FMCSA New Entrant Safety Audit: What to Expect
Every carrier that activates a USDOT number enters an 18-month monitoring period under the FMCSA new entrant program. The new entrant safety audit itself is typically conducted within the first 12 months. The Moving Ahead for Progress in the 21st Century Act (MAP-21) shortened the window from 18 months to 12 months for property carriers. If you have a commercial truck and a DOT number, this audit is coming. The question is whether you will be ready when it arrives.
What the audit actually is
This is a document inspection, not a road test. Most carriers who fail are not unsafe -- they are disorganized. FMCSA sends either a certified safety investigator or a state enforcement officer to review your safety management controls. They are not looking for perfect operations. They are looking for evidence that you have the basic systems in place to operate safely -- written policies, organized records, and proof that you are following federal regulations day to day.
The New Entrant Safety Audit is designed to confirm you have the basic safety systems required by federal law -- driver qualification, drug and alcohol testing, Clearinghouse registration, hours of service records, vehicle maintenance, insurance, and accident tracking -- in place and actually being used.
How the audit is conducted
Offsite audits are increasingly common for new entrants. You receive a document request and upload organized files through the New Entrant Audit System. For most new carriers in 2026 this means you will receive an email or letter with a list of documents to upload through the FMCSA portal. You will have a limited window to submit everything. There is no time to build your program after the notice arrives.
On-site audits still happen. An investigator visits your place of business, reviews your documents in person, and may interview you about your safety practices. Either way the documents they want are the same.
What auditors check
Six categories cover everything FMCSA reviews in a new entrant audit:
Driver Qualification Files
Every driver under your DOT number needs a complete file before they operate. This includes a valid CDL, DOT medical certificate, motor vehicle record, signed employment application covering 10 years of history, road test certificate, and prior employer safety performance verification. Missing even one document can result in a critical violation. Applications must include ten years of prior employment history.
Drug and Alcohol Testing Program
You must be enrolled in a DOT-compliant consortium before your first driver's first dispatch. FMCSA verifies your written policy, driver acknowledgment signatures, consortium enrollment roster, and Clearinghouse registration.
Hours of Service Records
FMCSA verifies your ELD is on the registered device list and reviews logs for accuracy. Paper logs are only permitted under specific exemptions.
Vehicle Maintenance Records
You need a written maintenance policy and documented inspection records. Operating a vehicle that was previously declared out-of-service without repair will lead to automatic audit failure.
Insurance and Operating Authority
FMCSA verifies your insurance filings are current and meet federal minimums. Your BOC-3 process agent designation must be on file.
Accident Register
Every carrier must maintain a written accident register. Even if you have had zero crashes, you must have an accident register on file showing none for the required period.
Automatic failure triggers
Some violations fail the audit immediately regardless of how everything else looks. Sixteen specific violations under section 385.321(b) trigger automatic failure. The most common: no drug and alcohol testing program, a driver without a valid CDL, operating without required insurance.
Additional automatic failures include using a driver who tested positive for controlled substances, employing medically unqualified drivers, and operating a vehicle previously declared out of service without completing repairs.
What happens if you fail
Within 45 days of the audit being complete, the carrier will receive written notification from FMCSA confirming whether they passed or failed. FMCSA will provide written documentation detailing the violations that caused the carrier to fail and the requirements for developing a corrective action plan.
The CAP must be submitted within 15 days of receiving the failure notice. The CAP must explain what caused each deficiency and what specific actions you are taking to fix them. It must be signed by a corporate officer or owner of the company. Failure to submit the CAP within the 15-day period may prevent FMCSA from issuing a decision before revocations and out-of-service orders take effect.
If your CAP is accepted you remain authorized to operate while correcting the deficiencies. If your CAP is rejected or you miss the deadline your authority is revoked. You cannot legally operate. Getting reinstated requires re-applying, paying new filing fees, and waiting for approval -- a process that can take months and costs you every load you cannot haul in the meantime.
The only way to pass is to prepare before they contact you
The carriers who fail are not bad operators. They are operators who waited until the audit notice arrived to start organizing their compliance program. By then it is too late to do it properly.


Assigned task: Your answer should be the exact lines of the data below from the one containing "Transcribe this image's" through the one containing "Serialize everything readable"; please include nothing else.

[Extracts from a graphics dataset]
◆ ◆ ◆ ◆ ◆ ◆ ◆

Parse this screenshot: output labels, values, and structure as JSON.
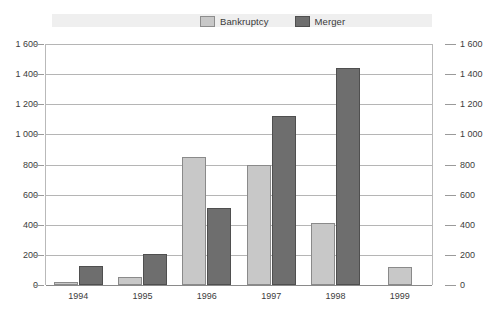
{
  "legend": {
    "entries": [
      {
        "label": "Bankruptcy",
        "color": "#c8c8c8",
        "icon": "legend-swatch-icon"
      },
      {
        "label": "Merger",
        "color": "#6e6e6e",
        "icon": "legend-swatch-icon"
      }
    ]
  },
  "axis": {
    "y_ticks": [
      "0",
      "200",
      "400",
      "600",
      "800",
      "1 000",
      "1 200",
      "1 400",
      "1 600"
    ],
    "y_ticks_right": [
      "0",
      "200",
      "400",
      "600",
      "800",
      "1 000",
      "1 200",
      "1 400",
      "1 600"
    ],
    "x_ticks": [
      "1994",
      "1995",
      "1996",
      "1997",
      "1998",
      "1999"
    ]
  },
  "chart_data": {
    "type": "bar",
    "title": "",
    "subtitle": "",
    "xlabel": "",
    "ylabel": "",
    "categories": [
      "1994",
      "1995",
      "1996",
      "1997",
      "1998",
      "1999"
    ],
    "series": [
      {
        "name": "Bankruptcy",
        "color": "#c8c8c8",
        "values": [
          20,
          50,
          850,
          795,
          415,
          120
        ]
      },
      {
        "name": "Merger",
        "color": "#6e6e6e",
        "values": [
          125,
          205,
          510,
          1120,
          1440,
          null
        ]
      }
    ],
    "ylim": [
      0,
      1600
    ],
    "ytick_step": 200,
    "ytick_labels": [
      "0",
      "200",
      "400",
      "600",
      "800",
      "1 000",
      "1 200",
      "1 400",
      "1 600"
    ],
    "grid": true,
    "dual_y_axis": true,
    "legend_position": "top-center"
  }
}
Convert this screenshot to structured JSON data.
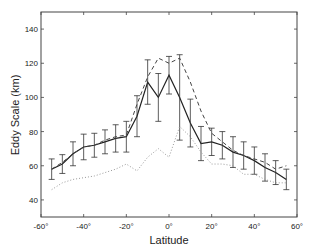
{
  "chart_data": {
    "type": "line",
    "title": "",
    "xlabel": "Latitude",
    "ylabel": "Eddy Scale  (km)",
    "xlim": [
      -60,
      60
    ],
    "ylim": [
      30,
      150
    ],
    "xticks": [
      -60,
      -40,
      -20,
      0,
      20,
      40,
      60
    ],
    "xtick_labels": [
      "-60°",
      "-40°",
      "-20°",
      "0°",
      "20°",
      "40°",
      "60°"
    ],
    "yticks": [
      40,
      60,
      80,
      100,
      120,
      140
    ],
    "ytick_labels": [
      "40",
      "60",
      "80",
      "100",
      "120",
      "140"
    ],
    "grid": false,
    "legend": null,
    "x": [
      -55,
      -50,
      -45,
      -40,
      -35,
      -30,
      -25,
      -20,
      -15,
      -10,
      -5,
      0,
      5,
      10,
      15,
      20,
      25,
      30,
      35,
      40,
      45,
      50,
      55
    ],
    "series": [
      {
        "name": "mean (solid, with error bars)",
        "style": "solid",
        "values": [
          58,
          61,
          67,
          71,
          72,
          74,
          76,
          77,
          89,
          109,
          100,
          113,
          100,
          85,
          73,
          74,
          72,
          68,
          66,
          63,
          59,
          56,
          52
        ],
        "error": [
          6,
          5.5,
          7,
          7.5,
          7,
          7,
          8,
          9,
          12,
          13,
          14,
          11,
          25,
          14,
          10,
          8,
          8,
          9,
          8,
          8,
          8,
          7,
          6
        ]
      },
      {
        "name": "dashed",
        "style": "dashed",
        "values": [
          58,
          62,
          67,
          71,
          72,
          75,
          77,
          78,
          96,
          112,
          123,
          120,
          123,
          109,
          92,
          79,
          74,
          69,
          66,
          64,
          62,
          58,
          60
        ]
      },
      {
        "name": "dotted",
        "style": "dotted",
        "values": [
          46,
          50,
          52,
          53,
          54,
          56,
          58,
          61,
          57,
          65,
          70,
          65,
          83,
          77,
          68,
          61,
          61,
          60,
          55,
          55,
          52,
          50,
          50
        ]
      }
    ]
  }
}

◆ ◆ ◆ ◆ ◆ ◆ ◆

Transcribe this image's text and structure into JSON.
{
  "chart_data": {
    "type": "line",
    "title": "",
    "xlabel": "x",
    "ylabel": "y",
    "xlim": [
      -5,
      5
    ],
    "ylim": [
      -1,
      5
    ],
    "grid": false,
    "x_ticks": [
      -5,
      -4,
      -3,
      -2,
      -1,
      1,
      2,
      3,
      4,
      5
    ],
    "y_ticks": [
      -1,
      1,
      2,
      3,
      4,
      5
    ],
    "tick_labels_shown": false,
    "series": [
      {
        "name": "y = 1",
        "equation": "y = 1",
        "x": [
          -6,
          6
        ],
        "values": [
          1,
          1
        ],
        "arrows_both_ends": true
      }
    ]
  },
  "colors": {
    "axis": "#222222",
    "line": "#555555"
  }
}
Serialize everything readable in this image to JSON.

◆ ◆ ◆ ◆ ◆ ◆ ◆

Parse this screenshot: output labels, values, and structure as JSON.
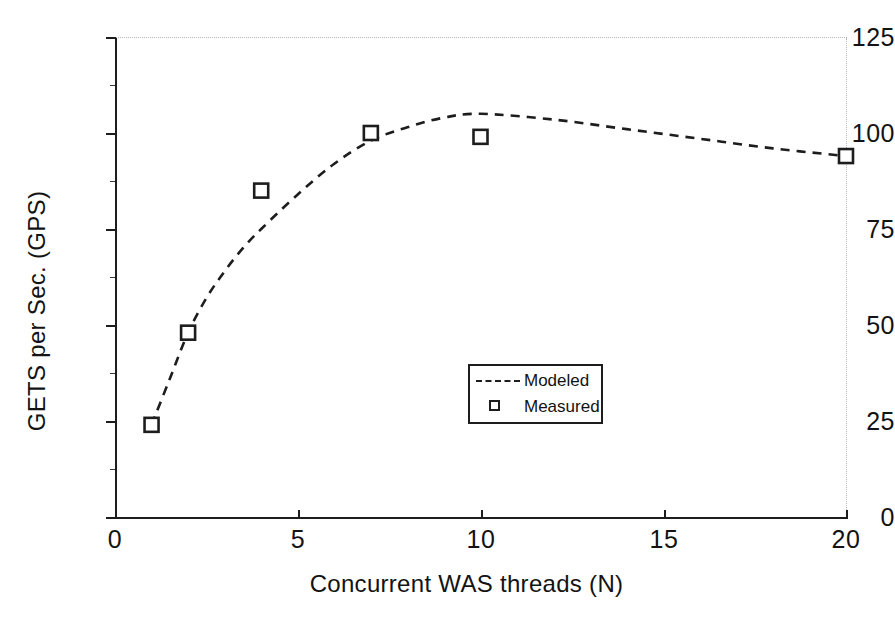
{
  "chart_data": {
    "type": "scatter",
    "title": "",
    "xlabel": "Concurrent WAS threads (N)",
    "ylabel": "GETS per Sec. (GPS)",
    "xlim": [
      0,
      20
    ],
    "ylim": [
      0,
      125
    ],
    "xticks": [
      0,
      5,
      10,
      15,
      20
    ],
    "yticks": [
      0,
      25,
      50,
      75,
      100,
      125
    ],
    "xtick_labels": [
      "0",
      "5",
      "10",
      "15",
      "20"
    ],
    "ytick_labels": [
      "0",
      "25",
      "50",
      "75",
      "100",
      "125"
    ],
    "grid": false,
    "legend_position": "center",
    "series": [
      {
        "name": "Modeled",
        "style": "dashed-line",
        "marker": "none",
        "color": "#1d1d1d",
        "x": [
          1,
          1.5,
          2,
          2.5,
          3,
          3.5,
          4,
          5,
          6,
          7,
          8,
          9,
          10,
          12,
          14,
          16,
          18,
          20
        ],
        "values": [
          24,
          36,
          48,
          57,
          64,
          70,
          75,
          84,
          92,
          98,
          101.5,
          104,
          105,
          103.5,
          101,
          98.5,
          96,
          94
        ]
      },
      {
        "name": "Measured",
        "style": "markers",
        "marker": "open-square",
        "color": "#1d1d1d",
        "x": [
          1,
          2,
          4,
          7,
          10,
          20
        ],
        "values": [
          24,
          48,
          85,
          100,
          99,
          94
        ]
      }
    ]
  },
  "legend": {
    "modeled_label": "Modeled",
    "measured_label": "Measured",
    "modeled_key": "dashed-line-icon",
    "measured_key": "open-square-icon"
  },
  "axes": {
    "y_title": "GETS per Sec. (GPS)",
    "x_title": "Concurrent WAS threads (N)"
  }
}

◆ ◆ ◆ ◆ ◆ ◆ ◆

Your response:
Transcribe this image's text and structure into JSON.
{
  "chart_data": {
    "type": "line",
    "title": "",
    "xlabel": "x",
    "ylabel": "y",
    "xlim": [
      -5,
      5
    ],
    "ylim": [
      -1,
      5
    ],
    "grid": false,
    "x_ticks": [
      -5,
      -4,
      -3,
      -2,
      -1,
      1,
      2,
      3,
      4,
      5
    ],
    "y_ticks": [
      -1,
      1,
      2,
      3,
      4,
      5
    ],
    "tick_labels_shown": false,
    "series": [
      {
        "name": "y = 1",
        "equation": "y = 1",
        "x": [
          -6,
          6
        ],
        "values": [
          1,
          1
        ],
        "arrows_both_ends": true
      }
    ]
  },
  "colors": {
    "axis": "#222222",
    "line": "#555555"
  }
}
Serialize everything readable in this image to JSON.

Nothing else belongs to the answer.